Can (or could) one suppress macro replacement in C by enclosing the name in brackets -
i seem recall 1 suppress replacement (expansion) of macro in c placing macro name in brackets, e.g. (free)(p)
call function free
whether or not macro free
defined. see no mention of in c99 standard (it there, see answer), , observe msvs 2013 not implement either. added in light of answer: does, standard requires, i.e. function-like macros, expansion triggered following ‘(
’ , inhibited intervening ‘)
’.
am dreaming, or there such possibility, , if so, rationale withdrawing it? or present in dialects?
a function-like macro foo
#define foo(x) ...
is expanded when token foo
appears followed (
token. thus, prevent expansion of foo
, (foo)
can used. said. applies function-like macros.
this specified in iso 9899:2011 §6.10.3 ¶10, reads:
10 preprocessing directive of form
# define identifier lparen identifier-listopt ) replacement-list new-line
# define identifier lparen ... ) replacement-list new-line
# define identifier lparen identifier-list , ... ) replacement-list new-linedefines function-like macro parameters, use similar syntactically function call. parameters specified optional list of identifiers, scope extends declaration in identifier list until new-line character terminates #define preprocessing directive. each subsequent instance of function-like macro name followed ( next preprocessing token introduces sequence of preprocessing tokens replaced replacement list in definition (an invocation of macro). replaced sequence of preprocessing tokens terminated matching ) preprocessing token, skipping intervening matched pairs of left , right parenthesis preprocessing tokens. within sequence of preprocessing tokens making invocation of function-like macro, new-line considered normal white-space character.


Goal of the exercise: Transcribe every record without leaving anything out or changing a word.

Saved data entries:
*****

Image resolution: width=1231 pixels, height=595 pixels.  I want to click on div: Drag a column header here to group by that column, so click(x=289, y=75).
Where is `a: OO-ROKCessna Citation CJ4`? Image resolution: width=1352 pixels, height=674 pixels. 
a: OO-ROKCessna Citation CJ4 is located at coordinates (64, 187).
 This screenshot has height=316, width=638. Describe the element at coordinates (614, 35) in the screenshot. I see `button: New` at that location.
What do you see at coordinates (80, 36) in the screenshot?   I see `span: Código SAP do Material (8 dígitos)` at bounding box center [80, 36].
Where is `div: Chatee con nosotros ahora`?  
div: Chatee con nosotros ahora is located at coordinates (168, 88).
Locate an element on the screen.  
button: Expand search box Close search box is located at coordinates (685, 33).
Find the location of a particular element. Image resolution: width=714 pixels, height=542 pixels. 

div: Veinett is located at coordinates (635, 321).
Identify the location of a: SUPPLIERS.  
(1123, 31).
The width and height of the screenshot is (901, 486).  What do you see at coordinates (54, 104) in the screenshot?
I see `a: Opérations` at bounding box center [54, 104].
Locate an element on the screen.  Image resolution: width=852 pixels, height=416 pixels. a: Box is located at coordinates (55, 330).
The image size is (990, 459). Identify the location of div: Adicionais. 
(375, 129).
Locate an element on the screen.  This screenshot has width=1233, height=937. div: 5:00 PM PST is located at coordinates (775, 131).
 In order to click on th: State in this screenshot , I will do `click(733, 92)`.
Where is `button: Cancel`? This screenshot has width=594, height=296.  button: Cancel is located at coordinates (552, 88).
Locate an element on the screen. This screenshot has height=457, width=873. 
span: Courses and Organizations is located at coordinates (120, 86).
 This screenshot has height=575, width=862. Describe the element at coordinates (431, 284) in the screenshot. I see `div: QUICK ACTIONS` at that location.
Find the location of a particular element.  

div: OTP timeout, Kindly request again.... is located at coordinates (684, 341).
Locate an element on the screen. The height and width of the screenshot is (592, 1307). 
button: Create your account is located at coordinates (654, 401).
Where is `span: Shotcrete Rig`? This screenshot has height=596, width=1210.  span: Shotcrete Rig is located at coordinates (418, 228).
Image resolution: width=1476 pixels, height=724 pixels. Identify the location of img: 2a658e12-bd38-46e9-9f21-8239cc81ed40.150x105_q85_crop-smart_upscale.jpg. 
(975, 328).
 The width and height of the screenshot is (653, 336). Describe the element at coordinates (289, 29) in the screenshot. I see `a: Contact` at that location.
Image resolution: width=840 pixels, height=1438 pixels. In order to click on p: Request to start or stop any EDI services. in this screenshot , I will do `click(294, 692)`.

*****

Exercise answer:
Image resolution: width=1231 pixels, height=595 pixels.  I want to click on div: Drag a column header here to group by that column, so click(x=289, y=75).
Where is `a: OO-ROKCessna Citation CJ4`? Image resolution: width=1352 pixels, height=674 pixels. 
a: OO-ROKCessna Citation CJ4 is located at coordinates (64, 187).
 This screenshot has height=316, width=638. Describe the element at coordinates (614, 35) in the screenshot. I see `button: New` at that location.
What do you see at coordinates (80, 36) in the screenshot?   I see `span: Código SAP do Material (8 dígitos)` at bounding box center [80, 36].
Where is `div: Chatee con nosotros ahora`?  
div: Chatee con nosotros ahora is located at coordinates (168, 88).
Locate an element on the screen.  
button: Expand search box Close search box is located at coordinates (685, 33).
Find the location of a particular element. Image resolution: width=714 pixels, height=542 pixels. 

div: Veinett is located at coordinates (635, 321).
Identify the location of a: SUPPLIERS.  
(1123, 31).
The width and height of the screenshot is (901, 486).  What do you see at coordinates (54, 104) in the screenshot?
I see `a: Opérations` at bounding box center [54, 104].
Locate an element on the screen.  Image resolution: width=852 pixels, height=416 pixels. a: Box is located at coordinates (55, 330).
The image size is (990, 459). Identify the location of div: Adicionais. 
(375, 129).
Locate an element on the screen.  This screenshot has width=1233, height=937. div: 5:00 PM PST is located at coordinates (775, 131).
 In order to click on th: State in this screenshot , I will do `click(733, 92)`.
Where is `button: Cancel`? This screenshot has width=594, height=296.  button: Cancel is located at coordinates (552, 88).
Locate an element on the screen. This screenshot has height=457, width=873. 
span: Courses and Organizations is located at coordinates (120, 86).
 This screenshot has height=575, width=862. Describe the element at coordinates (431, 284) in the screenshot. I see `div: QUICK ACTIONS` at that location.
Find the location of a particular element.  

div: OTP timeout, Kindly request again.... is located at coordinates (684, 341).
Locate an element on the screen. The height and width of the screenshot is (592, 1307). 
button: Create your account is located at coordinates (654, 401).
Where is `span: Shotcrete Rig`? This screenshot has height=596, width=1210.  span: Shotcrete Rig is located at coordinates (418, 228).
Image resolution: width=1476 pixels, height=724 pixels. Identify the location of img: 2a658e12-bd38-46e9-9f21-8239cc81ed40.150x105_q85_crop-smart_upscale.jpg. 
(975, 328).
 The width and height of the screenshot is (653, 336). Describe the element at coordinates (289, 29) in the screenshot. I see `a: Contact` at that location.
Image resolution: width=840 pixels, height=1438 pixels. In order to click on p: Request to start or stop any EDI services. in this screenshot , I will do `click(294, 692)`.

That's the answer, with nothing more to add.